I only looked at the first three arguments: the argument from Rebekah and Isaac; the notion that this was meant to contrast with Jacob and Rachel; and the idea that Genesis 2 is antithetical to young people choosing their spouse.

Now, this is fascinating for two reasons. First of all, I am fascinated to find out that the first seventeen pages of my book, the entire first chapter, the one that lays out the whole reason and method for the rest of the book… contains no arguments. The way I counted it there seemed to be dozens of arguments per page. So, I ‘m not at all sure how he figures that the arguments he mentions are the ‘first three’.
The second fascinating thing is that the three things he mentions are not, actually, arguments in my book. Of course, if he had actually read the first part of the book (or the rest of it) he might have understood this.

What he doesn’t understand was what my entire book is all about. The point and goal of my book is to try to determine how God would have us get married (or, for fathers like myself, how our children should marry). My operating assumption is that Scripture does, actually, speak to that.
So what I did, what I do, is take the various proposals: dating, courtship, and betrothal. More specifically, I examine the various principles behind these methods.

Dating and courtship, for example, have a basic principle, expressed variously but basically, “No one should get married without first going through a period of friendship, getting to know each other, and the like.”

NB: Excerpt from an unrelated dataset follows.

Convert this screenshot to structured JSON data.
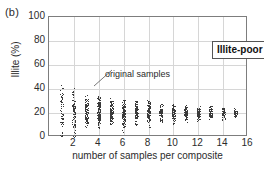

Now, does the story of Adam and Eve support, or deny, that thesis? Did the first marriage, which God Himself arranged (pun intended) involve a ‘period of friendship’, where Adam and Eve ‘got to know each other’? Was it only after that period that Adam finally got down on one knee and asked Eve to be his wife?

Another principle favored by the dating and courtship crowd is “It must be the child themselves that picks their spouse, and initiates the process.” Does the story of Isaac (where his father sent a servant for a wife for Isaac) or even the story of Jacob (where his father commanded him to take a wife from the daughters of Laban) support or refute that thesis? Does Scripture show these two men rejecting their father’s choice? With God’s encouragement, of course?

As the beginning of my book makes clear, our goal was to go through the entire Word of God to see what the law, teaching, and examples has to say. And what they have to say, over and over again, is not dating, and not courtship. Principle after principle of courtship and dating are consistently refuted; principle after principle of what we call ‘The Covenant of Betrothal’ are consistently affirmed.